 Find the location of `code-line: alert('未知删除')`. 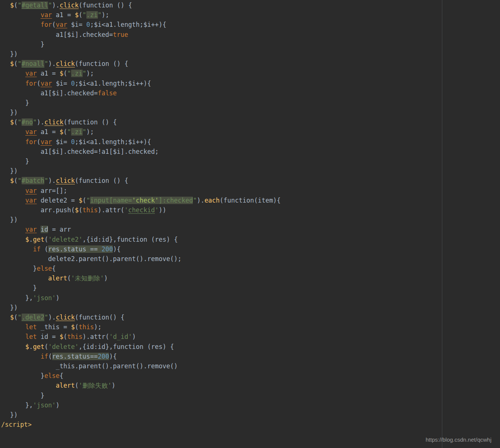

code-line: alert('未知删除') is located at coordinates (145, 278).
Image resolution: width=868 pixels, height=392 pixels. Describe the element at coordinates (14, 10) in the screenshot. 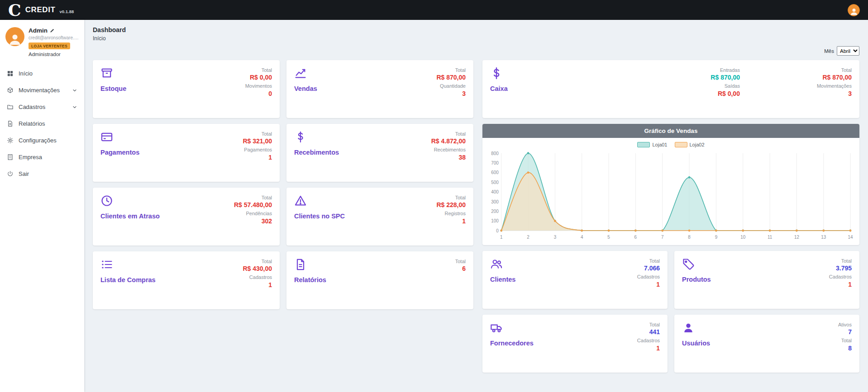

I see `app-logo: C` at that location.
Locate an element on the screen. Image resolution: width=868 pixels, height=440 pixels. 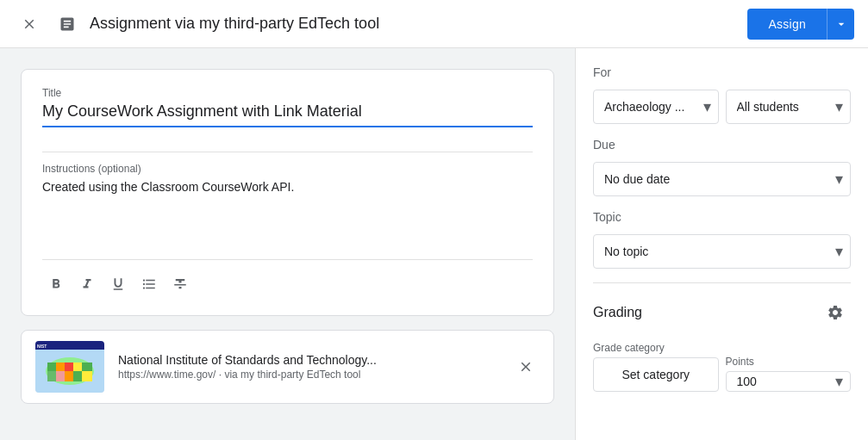
points-col: Points 100 ▾ is located at coordinates (789, 374).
-=-=-=-=-
An exact reprint of the records above is required, with all pictures left out.

 Find the location of `code-line: alert('未知删除')`. 

code-line: alert('未知删除') is located at coordinates (145, 278).
Image resolution: width=868 pixels, height=392 pixels. Describe the element at coordinates (14, 10) in the screenshot. 

I see `app-logo: C` at that location.
Locate an element on the screen. Image resolution: width=868 pixels, height=440 pixels. 
points-col: Points 100 ▾ is located at coordinates (789, 374).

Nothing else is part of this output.